Our last trip West was in 2019 and after spending the morning at the amazing Getty Museum, we visited with an old college friend who was living in the Palisades. Really wish I had paid closer attention to all I saw that afternoon, heartbreaking to know it’s gone in that form forever. 💔
I envy that trip to the Getty, it always has seemed too big a time commitment which now just feels foolish. Hoping some rain will come (not too much) and help ease things for everyone in L.A. I hope your friend's okay.
Enjoyed your "litany." It is interesting how we can form attachments to places we've never actually lived. The loss of landmark houses and business buildings and sites for films we know, well, that's something that we all lose, a kind of several-steps-removed loss, a cultural loss. This post reminds me of how hard you've worked, too!
Thank you Scott, and I appreciate your comment about my hard work! Sometimes I wonder what exactly I was doing/did it all add up? For sure I got better and more comfortable at performing, on stage might be the place I feel the most like myself. Not sure if that's healthy! Anyways, also wanted to say sorry to jump on your Slits comment, I just always think of them as the core three. It was such a cool pic you posted, I loved that band!
My first trip to LA was also in '79. January. Nobody wanted to go so I went myself. Loved seeing snow on the mountains. Dragged Lori there 6 months later to see the Groovies at the Whisky and she loved it so much she didn't want to go up to frisco at all. We stayed at the Tropicana till she saw roaches and then we went out to Santa Monica. Was the Hollywood Blvd bookstore Larry Edmunds? For a while I would go down to LA every year...Hollywood (I don't drive) and Disneyland. Even Knotts (for the chicken dinner). Loved the Hotel Roosevelt (when it was still haunted and affordable) and the Beverly Garland. As someone once said, I LOVE LA.
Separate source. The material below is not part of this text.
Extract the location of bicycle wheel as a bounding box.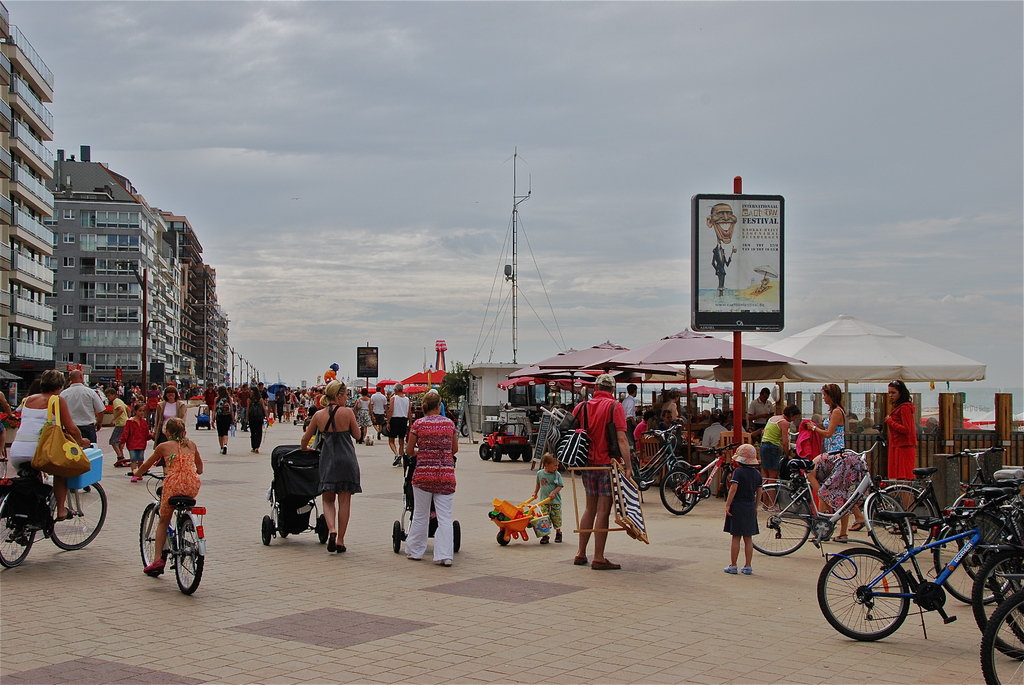
[138,506,168,576].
Knotts Berry Farm! That was another place I saw in maybe Tiger Beat or one of those mags and thought how fantastic. Yes, the Hollywood Roosevelt! It was so special, the atmosphere, and amazingly affordable. I'm so glad you prove one can love BOTH SF and LA Don.
Thank you for sharing. I remember some of those places and you describe it, as you do, bringing it to life. I've been there, twice. This is heartbreaking. Thank you, L.A. Love you.
it's devastating. so many memories. i keep realizing that, after lives (mostly) saved, all of the cool buildings, gear and stuff lost forever. then, i start thinking about master tapes and more stuff and the mind just boggles. at least, most we know are safe. hopefully, xxxcm
Thank you for this moving meditation. I love LA (especially from afar) and I love your writing—so humble and clear and rhythmic. Today will be a big day for many Angelinos. Sending all of us hope to carry on.
Thank you for this. I love Los Angeles--or, to your point, I love my hallucination of the hallucination that is Los Angeles--and those last three sentences made me tear up. Very glad your daughter is safe.
Thank you for putting that perfectly Carlene - it's not quite real and I've loved keeping it that way. This too real tragedy makes me realize what a big space it takes up in my imagination.
Lovely piece Amy. Always enjoyed all my visits to LA but this is devastating. One of the composers and publishers I worked with for years has lost everything - home, recording studio including a collection of vintage Steinway pianos in the Pallisades fire.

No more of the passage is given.